Sunday, November 14, 2010

This week was filled with a variety of activity.  I spent Monday at Kay St. Anne after I learned that there was no school, (which was after I showed up at the school.)  It had been canceled because they had taken down the tents that are used for classroom in anticipation of the hurricane that occurred the end of the previous week, and needed the day to resurrect the tents. This week, I started doing play therapy with one of the children who attends the school and lives in the orphanage; I felt that went well.  Yesterday, I went shopping with a child who needed underwear and watned to buy a birthday gift for the couple that works at Kay St. Anne.

We now have electricity and running water and even a working air conditioner in our house.  Much appreciated luxuries!  Another volunteer, a speech therapist from Luxembourg has moved into our house the other day.  I must say I do meet a variety of kind people who come here to work.  This week there was a group from Ohio who came to do medical care, who I enjoyed meeting as well.

The Cholera problem has come closer.  If I go on the roof of the building where I am sitting, I can see what is now referred to as the cholera tents.  It was decided to create a separate area for cholera victims rather than put them in the pediatric or adult hospitals here; to prevent contaminating other patients.  Yesterday morning, when I arrived for daily mass at the chapel, there were a few bodies of cholera victims in body bags and in small card board coffins on the floor of the chapel.  The daily liturgy was actually, a funeral mass for a few individuals of various ages, who probably arrived at a hospital when it was too late to help them, perhaps after making long journeys.  If people get IV fluids and immediate treatment, then they recover fully and quickly, sometimes within a few hours. 

Often from my little house, I can hear the cries of women in labor since my house is behind the maternity wing of the hospital.  This morning I heard such cries, and then later as I sat praying I was facing a nearby field.  On the other side of the field is a crematorium.  I watched as a truck pulled up to the crematorium, as a bag containing a body was removed, and a few minutes later a gentle almost clear smoke came from the chimney.  As I sat, a butterfly came close, and I became aware of the full cycle of life which surrounds me and all of us everyday.

Well, hopefully you are doing well.  Please continue to keep the people of Haiti in your prayers.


■ EXERCISE: Your copy must hold all of the data below, unchanged and without images.

*** Opening of GIVEN RECORDS ***

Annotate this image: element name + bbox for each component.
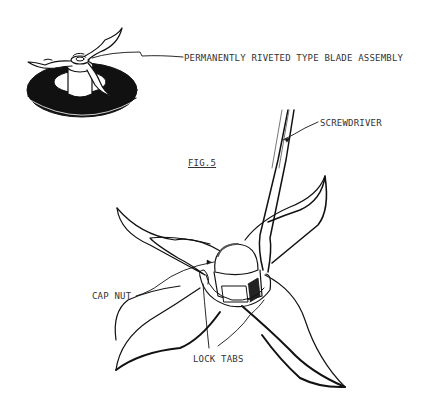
riveted-blade-assembly-illustration bbox=[27, 28, 183, 117]
label-screwdriver: SCREWDRIVER bbox=[320, 119, 382, 128]
label-lock-tabs: LOCK TABS bbox=[193, 355, 244, 364]
figure-title: FIG.5 bbox=[188, 159, 216, 168]
blade-assembly-illustration bbox=[115, 110, 345, 387]
label-blade-assembly: PERMANENTLY RIVETED TYPE BLADE ASSEMBLY bbox=[184, 54, 403, 63]
label-cap-nut: CAP NUT bbox=[92, 292, 131, 301]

*** Close of GIVEN RECORDS ***

■ OUTPUT BELOW:
Annotate this image: element name + bbox for each component.
riveted-blade-assembly-illustration bbox=[27, 28, 183, 117]
label-screwdriver: SCREWDRIVER bbox=[320, 119, 382, 128]
label-lock-tabs: LOCK TABS bbox=[193, 355, 244, 364]
figure-title: FIG.5 bbox=[188, 159, 216, 168]
blade-assembly-illustration bbox=[115, 110, 345, 387]
label-blade-assembly: PERMANENTLY RIVETED TYPE BLADE ASSEMBLY bbox=[184, 54, 403, 63]
label-cap-nut: CAP NUT bbox=[92, 292, 131, 301]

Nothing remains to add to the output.